Sullivan was born on April 14, 1866, in Feeding Hills, Massachusetts. Her parents immigrated to the United States from Ireland during the Great Famine of the 1840s. At the age of five, Anne contracted an eye disease called trachoma, which severely damaged her sight. Her mother, Alice, suffered from tuberculosis and had difficulty getting around after a serious fall. She died when Anne was eight years old. Anne and her infirm younger brother, Jimmie, were sent to live at the Tewksbury Almshouse, a home for the poor.
Tewksbury Almshouse was dirty, rundown and overcrowded. Sullivan's brother Jimmie died just months after they arrived there, leaving Anne alone. While at Tewksbury, Sullivan learned about schools for the blind and became determined to get an education as a means to escape poverty. She got her chance when members from a special commission visited the home. After following the group around all day, she worked up the nerve to talk to them about sending her to a special school.
Sullivan left Tewksbury to attend the Perkins School for the Blind in 1880, and underwent surgery to help improve her limited vision. She was, tremendously bright, and she soon advanced academically. She developed close friendships with some of her teachers, including the school's director Michael Anagnos.
Anagnos helped Sullivan find a job after graduation. The Keller family had written him looking for a governess for their daughter Helen, who was blind and deaf. In March 1887, Sullivan traveled to Tuscumbia, Alabama, to work for the Keller family. Sullivan had studied the instruction methods used with Laura Bridgman, a deaf and blind student she had known at Perkins, before going to Alabama.
At only 20 years of age, Sullivan showed great maturity and ingenuity in teaching Keller. She wanted to help Keller make associations between words and physical objects, and worked hard with her rather stubborn and spoiled pupil. After isolating Keller from her family in order to better educate her, Sullivan began working to teach Keller how to communicate with the outside world. During one lesson, she finger-spelled the word "water" on one of Keller's hands as she ran water over her student's other hand. Keller finally made her first major breakthrough, connecting the concept of sign language with the objects around her.
Thanks to Sullivan's instruction, Keller learned nearly 600 words, most of her multiplication tables, and how to read Braille within a matter of months. News of Sullivan's success with Keller spread, and the Perkins school wrote a report about their progress as a team. Keller became a celebrity because of the report, meeting the likes of Thomas Edison, Alexander Graham Bell, and Mark Twain.
Despite the physical strain on her own limited sight, Sullivan helped Keller continue her studies at Radcliffe College in 1900. She spelled the contents of class lectures into Keller's hand, and spent hours conveying information from textbooks to her. As a result, Keller became the first deaf-blind person to graduate from college.
Working with Keller on an autobiography, Sullivan met John A. Macy, a Harvard University instructor. Macy helped edit the manuscript, and he fell in love with Sullivan. After refusing several marriage proposals from him, she finally accepted. The two were wed in 1905.
Sullivan, however, did not let her marriage affect her life with Keller. She and her husband lived with Keller in a Massachusetts farmhouse. The two women remained inseparable, with Sullivan traveling with Keller on numerous lecture tours. On stage, she helped relay Keller's words to the audience, as Keller had never learned to speak clearly enough to be widely understood.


WHAT THE TASK ASKS:
Return each of the entries below precisely as it appears.

Dataset rows describing interfaces:
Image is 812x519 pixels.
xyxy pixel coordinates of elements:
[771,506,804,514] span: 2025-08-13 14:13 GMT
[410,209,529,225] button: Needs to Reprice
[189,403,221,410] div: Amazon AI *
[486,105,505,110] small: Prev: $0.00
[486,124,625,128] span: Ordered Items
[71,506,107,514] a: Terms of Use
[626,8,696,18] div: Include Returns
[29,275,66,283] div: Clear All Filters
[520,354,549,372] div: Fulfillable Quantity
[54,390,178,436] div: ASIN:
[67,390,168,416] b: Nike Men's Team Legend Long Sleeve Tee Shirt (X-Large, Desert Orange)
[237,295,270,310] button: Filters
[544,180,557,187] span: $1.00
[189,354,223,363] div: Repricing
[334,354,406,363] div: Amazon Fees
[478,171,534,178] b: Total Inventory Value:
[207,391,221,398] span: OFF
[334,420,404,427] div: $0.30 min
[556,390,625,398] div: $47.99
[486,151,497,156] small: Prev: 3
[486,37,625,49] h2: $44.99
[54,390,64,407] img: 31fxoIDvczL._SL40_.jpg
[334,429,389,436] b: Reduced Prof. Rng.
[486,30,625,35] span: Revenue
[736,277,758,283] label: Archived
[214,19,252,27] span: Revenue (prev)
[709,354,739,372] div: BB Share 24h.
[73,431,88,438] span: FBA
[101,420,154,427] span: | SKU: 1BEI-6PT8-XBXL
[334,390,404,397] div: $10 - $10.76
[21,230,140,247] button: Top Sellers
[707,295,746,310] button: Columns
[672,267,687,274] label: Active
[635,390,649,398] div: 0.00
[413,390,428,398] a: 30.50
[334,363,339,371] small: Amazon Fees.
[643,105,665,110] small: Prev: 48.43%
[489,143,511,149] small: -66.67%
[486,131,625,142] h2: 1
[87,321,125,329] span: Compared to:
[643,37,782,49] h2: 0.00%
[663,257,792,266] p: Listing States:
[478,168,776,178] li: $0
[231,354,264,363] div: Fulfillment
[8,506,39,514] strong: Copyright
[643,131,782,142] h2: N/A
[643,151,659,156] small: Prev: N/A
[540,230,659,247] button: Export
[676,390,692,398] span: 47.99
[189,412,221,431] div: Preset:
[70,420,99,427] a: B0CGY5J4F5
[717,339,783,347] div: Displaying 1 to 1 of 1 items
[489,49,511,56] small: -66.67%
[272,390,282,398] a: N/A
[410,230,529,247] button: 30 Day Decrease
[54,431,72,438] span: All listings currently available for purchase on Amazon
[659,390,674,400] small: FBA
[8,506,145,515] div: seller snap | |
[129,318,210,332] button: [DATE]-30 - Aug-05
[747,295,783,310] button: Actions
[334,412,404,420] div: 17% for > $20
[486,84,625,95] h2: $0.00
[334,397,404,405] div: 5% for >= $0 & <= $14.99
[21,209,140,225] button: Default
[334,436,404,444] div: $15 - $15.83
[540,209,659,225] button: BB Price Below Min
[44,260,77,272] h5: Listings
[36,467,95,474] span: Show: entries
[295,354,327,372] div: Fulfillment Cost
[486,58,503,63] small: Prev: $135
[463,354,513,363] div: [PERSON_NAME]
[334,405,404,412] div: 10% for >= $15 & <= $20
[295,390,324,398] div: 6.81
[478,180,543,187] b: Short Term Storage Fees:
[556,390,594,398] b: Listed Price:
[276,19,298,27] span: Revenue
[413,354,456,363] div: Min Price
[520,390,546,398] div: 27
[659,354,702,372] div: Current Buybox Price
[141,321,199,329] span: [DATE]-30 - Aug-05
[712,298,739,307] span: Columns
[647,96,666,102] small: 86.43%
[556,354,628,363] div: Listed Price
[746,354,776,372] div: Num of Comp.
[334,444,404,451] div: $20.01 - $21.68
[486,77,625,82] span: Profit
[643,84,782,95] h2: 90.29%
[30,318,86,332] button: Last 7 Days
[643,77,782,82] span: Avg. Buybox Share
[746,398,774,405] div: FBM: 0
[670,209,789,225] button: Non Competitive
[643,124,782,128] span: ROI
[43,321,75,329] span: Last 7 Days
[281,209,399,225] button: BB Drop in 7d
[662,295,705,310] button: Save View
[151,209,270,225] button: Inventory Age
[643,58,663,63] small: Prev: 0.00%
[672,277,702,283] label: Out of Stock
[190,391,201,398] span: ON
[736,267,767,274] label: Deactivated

RESPONSE BOX:
Image is 812x519 pixels.
xyxy pixel coordinates of elements:
[771,506,804,514] span: 2025-08-13 14:13 GMT
[410,209,529,225] button: Needs to Reprice
[189,403,221,410] div: Amazon AI *
[486,105,505,110] small: Prev: $0.00
[486,124,625,128] span: Ordered Items
[71,506,107,514] a: Terms of Use
[626,8,696,18] div: Include Returns
[29,275,66,283] div: Clear All Filters
[520,354,549,372] div: Fulfillable Quantity
[54,390,178,436] div: ASIN:
[67,390,168,416] b: Nike Men's Team Legend Long Sleeve Tee Shirt (X-Large, Desert Orange)
[237,295,270,310] button: Filters
[544,180,557,187] span: $1.00
[189,354,223,363] div: Repricing
[334,354,406,363] div: Amazon Fees
[478,171,534,178] b: Total Inventory Value:
[207,391,221,398] span: OFF
[334,420,404,427] div: $0.30 min
[556,390,625,398] div: $47.99
[486,151,497,156] small: Prev: 3
[486,37,625,49] h2: $44.99
[54,390,64,407] img: 31fxoIDvczL._SL40_.jpg
[334,429,389,436] b: Reduced Prof. Rng.
[486,30,625,35] span: Revenue
[736,277,758,283] label: Archived
[214,19,252,27] span: Revenue (prev)
[709,354,739,372] div: BB Share 24h.
[73,431,88,438] span: FBA
[101,420,154,427] span: | SKU: 1BEI-6PT8-XBXL
[334,390,404,397] div: $10 - $10.76
[21,230,140,247] button: Top Sellers
[707,295,746,310] button: Columns
[672,267,687,274] label: Active
[635,390,649,398] div: 0.00
[413,390,428,398] a: 30.50
[334,363,339,371] small: Amazon Fees.
[643,105,665,110] small: Prev: 48.43%
[489,143,511,149] small: -66.67%
[486,131,625,142] h2: 1
[87,321,125,329] span: Compared to:
[643,37,782,49] h2: 0.00%
[663,257,792,266] p: Listing States:
[478,168,776,178] li: $0
[231,354,264,363] div: Fulfillment
[8,506,39,514] strong: Copyright
[643,131,782,142] h2: N/A
[643,151,659,156] small: Prev: N/A
[540,230,659,247] button: Export
[676,390,692,398] span: 47.99
[189,412,221,431] div: Preset:
[70,420,99,427] a: B0CGY5J4F5
[717,339,783,347] div: Displaying 1 to 1 of 1 items
[489,49,511,56] small: -66.67%
[272,390,282,398] a: N/A
[410,230,529,247] button: 30 Day Decrease
[54,431,72,438] span: All listings currently available for purchase on Amazon
[659,390,674,400] small: FBA
[8,506,145,515] div: seller snap | |
[129,318,210,332] button: [DATE]-30 - Aug-05
[747,295,783,310] button: Actions
[334,412,404,420] div: 17% for > $20
[486,84,625,95] h2: $0.00
[334,397,404,405] div: 5% for >= $0 & <= $14.99
[21,209,140,225] button: Default
[334,436,404,444] div: $15 - $15.83
[540,209,659,225] button: BB Price Below Min
[44,260,77,272] h5: Listings
[36,467,95,474] span: Show: entries
[295,354,327,372] div: Fulfillment Cost
[486,58,503,63] small: Prev: $135
[463,354,513,363] div: [PERSON_NAME]
[334,405,404,412] div: 10% for >= $15 & <= $20
[295,390,324,398] div: 6.81
[478,180,543,187] b: Short Term Storage Fees:
[556,390,594,398] b: Listed Price:
[276,19,298,27] span: Revenue
[413,354,456,363] div: Min Price
[520,390,546,398] div: 27
[659,354,702,372] div: Current Buybox Price
[141,321,199,329] span: [DATE]-30 - Aug-05
[712,298,739,307] span: Columns
[647,96,666,102] small: 86.43%
[556,354,628,363] div: Listed Price
[746,354,776,372] div: Num of Comp.
[334,444,404,451] div: $20.01 - $21.68
[486,77,625,82] span: Profit
[643,84,782,95] h2: 90.29%
[30,318,86,332] button: Last 7 Days
[643,77,782,82] span: Avg. Buybox Share
[746,398,774,405] div: FBM: 0
[670,209,789,225] button: Non Competitive
[643,124,782,128] span: ROI
[43,321,75,329] span: Last 7 Days
[281,209,399,225] button: BB Drop in 7d
[662,295,705,310] button: Save View
[151,209,270,225] button: Inventory Age
[643,58,663,63] small: Prev: 0.00%
[672,277,702,283] label: Out of Stock
[190,391,201,398] span: ON
[736,267,767,274] label: Deactivated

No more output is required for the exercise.